Note that utilizing multiple cores covers a wider area than just how many threads an application has that can run in parallel. A system running a game consists of more that just the game that's running (unlike in the good old days of MS-DOS). The OS itself runs multiple threads, as do all the services it has active. Also, some API calls an application makes can actually run in background threads, spawned by the OS itself, unbeknown to the application. All these benefit from having multiple cores, even if the application itself would be single thread/single core.
By offloading all these background processes to the other cores, even a single thread/single core application benefits, as it doesn't have to share that core with background processes.
Writing contents to a file is one such task. When an application writes contents to a file, it doesn't need to wait until all the writing is completed, and actually present in the file on disk. The OS intervenes, copies all to-be-written data to internal buffers, and then uses a background thread (possibly running on a different core) to handle the actual writing of this buffered data to disk, while the application's thread is already doing something else, in parallel.
Having said that, there is of course low hanging fruit that applications can take advantage of, such as handing the playing of (background) music off to a separate thread, which could then run on a separate core. And I'm pretty sure the Clausewitz engine does that. Other tasks that don't rely on sharing memory with the game engine are also obvious candidates for background threads running on other cores.
But as soon as multiple threads need access to the same pool of shared data, then you need to regulate that access, or risk corruption of data (as AndrewT pointed out). This means that such access needs to be serialized. Which, as the name suggests, allows only one thread at each given time access. All the others have to wait. And if this happens a lot (which you can assume in a game engine), you end up in a situation where pretty much only one of multiple parallel threads is actually executing at any given moment in time. If that's the case, then it's more efficient to run that code in one single thread, and eliminate the overhead of this serialization.
There is no magic bullet here. No golden solution. Each case has to be reviewed, analyzed and profiled to see what the best solution is. And realize that splitting up your code over multiple , parallel running threads introduces it's own additional overhead that isn't needed if you keep an algorithm in single thread.
Examples where multi threading works great is, for example, a web server. Each connected user to the server will be serviced via it's own thread, running in parallel with the threads for the other connected users. Same thing if the web server hosts multiple web sites. Each web site will be serviced by it's own listener thread, running in parallel with all the others. And this works, because neither the various web sites, nor the various users connecting to it make use of (much) share data. Which means that each of these threads can run unhindered, without (much) need for serialization.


WHAT THE TASK ASKS: Each line from the one containing "In this width=1024, height=652" through the last line of the records below is to be repeated as written, with nothing added.

Collected data entries
<<<<

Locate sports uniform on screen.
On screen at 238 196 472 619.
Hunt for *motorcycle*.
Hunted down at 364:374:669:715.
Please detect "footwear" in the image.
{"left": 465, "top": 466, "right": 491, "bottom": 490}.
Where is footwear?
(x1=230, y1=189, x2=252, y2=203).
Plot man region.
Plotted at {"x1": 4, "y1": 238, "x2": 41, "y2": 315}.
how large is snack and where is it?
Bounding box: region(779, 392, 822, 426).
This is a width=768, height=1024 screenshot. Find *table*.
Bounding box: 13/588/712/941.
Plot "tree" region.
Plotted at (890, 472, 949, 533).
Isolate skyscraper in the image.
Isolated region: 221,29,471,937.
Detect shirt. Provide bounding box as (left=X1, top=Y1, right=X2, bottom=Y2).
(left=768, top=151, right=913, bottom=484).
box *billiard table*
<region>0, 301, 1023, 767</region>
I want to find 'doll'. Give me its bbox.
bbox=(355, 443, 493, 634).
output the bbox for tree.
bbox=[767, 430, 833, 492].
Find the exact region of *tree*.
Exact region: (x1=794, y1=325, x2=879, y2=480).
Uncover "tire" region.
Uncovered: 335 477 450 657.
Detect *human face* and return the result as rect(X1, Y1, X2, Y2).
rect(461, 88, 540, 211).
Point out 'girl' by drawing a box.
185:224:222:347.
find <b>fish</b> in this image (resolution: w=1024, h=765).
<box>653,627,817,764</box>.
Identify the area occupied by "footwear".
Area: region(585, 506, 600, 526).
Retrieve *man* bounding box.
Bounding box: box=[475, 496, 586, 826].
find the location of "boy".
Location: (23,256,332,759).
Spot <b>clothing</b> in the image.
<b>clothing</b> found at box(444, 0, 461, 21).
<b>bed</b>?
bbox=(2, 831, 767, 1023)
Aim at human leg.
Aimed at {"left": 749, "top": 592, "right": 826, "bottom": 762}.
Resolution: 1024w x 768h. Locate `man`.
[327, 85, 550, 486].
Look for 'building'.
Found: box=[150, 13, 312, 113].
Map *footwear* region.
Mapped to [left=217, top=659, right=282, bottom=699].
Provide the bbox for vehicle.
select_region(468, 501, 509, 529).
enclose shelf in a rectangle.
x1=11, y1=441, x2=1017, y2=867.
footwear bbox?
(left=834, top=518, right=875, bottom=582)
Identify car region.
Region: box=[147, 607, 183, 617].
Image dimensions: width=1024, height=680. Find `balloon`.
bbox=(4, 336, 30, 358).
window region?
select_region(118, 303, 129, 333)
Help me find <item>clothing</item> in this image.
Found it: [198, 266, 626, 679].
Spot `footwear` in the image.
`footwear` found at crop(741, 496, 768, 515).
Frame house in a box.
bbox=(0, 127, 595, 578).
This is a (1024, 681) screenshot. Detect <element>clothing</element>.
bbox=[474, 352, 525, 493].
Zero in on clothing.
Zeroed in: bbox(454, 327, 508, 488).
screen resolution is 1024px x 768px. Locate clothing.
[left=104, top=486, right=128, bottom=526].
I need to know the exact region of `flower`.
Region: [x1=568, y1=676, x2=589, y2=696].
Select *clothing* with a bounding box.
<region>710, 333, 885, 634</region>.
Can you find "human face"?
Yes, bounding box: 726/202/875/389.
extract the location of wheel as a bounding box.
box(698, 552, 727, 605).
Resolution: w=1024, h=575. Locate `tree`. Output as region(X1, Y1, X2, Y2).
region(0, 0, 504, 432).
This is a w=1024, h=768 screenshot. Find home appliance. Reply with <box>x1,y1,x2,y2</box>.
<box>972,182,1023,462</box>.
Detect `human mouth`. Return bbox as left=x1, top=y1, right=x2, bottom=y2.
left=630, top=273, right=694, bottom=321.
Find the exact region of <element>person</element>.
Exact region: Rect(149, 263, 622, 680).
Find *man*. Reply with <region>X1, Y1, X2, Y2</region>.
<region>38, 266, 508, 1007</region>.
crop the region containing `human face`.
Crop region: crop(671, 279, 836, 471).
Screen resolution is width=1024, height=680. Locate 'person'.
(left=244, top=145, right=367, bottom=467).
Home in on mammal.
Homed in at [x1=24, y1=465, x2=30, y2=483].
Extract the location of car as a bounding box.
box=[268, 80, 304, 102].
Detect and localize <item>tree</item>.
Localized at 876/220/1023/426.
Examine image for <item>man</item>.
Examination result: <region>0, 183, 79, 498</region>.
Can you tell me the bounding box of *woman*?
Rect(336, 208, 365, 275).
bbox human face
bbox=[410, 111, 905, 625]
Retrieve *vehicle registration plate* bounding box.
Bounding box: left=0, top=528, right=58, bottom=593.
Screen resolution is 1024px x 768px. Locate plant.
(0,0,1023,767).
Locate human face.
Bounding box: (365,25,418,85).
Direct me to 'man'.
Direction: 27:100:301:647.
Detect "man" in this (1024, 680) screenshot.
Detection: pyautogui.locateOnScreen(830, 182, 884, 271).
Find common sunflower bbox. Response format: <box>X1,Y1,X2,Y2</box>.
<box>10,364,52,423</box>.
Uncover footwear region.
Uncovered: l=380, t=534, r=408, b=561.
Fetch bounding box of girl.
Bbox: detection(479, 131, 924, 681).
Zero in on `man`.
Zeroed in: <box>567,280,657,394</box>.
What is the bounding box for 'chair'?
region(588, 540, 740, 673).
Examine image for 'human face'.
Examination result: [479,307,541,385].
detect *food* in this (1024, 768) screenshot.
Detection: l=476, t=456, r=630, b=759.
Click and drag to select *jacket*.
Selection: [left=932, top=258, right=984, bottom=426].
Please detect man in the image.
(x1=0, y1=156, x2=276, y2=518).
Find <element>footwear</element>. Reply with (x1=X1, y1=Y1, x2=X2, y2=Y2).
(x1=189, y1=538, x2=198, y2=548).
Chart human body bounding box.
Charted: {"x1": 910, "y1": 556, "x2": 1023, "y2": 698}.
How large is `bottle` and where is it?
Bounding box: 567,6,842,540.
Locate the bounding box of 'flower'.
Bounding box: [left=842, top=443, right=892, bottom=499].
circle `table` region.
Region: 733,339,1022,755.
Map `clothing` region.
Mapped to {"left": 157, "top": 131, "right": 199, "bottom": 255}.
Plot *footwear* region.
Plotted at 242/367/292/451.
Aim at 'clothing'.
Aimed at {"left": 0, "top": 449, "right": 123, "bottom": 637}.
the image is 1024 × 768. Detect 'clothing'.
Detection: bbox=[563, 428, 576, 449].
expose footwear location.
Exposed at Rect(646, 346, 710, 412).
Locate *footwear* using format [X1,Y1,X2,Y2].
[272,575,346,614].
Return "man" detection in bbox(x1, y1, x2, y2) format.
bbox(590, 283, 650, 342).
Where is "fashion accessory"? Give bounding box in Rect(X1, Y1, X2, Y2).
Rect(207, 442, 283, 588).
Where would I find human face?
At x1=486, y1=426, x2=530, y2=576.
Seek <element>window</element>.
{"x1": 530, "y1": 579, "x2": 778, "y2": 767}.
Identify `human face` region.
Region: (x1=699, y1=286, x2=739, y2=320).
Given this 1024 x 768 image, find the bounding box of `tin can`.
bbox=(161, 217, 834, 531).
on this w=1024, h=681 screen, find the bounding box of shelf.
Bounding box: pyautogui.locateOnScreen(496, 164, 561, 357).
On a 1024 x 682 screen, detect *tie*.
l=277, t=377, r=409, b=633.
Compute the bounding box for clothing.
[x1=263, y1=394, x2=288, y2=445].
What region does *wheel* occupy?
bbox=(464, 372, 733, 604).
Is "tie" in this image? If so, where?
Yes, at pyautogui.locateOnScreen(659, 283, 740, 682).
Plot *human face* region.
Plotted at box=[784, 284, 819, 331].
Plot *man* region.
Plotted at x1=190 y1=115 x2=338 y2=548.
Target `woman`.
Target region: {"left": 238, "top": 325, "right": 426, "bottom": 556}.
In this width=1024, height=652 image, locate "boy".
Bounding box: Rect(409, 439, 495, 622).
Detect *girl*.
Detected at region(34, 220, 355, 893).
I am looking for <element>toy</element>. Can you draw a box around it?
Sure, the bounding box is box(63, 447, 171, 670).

>>>>

RESULT OF THIS TASK:
In this width=1024, height=652 image, locate "boy".
Bounding box: Rect(409, 439, 495, 622).
Detect *girl*.
Detected at region(34, 220, 355, 893).
I am looking for <element>toy</element>. Can you draw a box around it?
Sure, the bounding box is box(63, 447, 171, 670).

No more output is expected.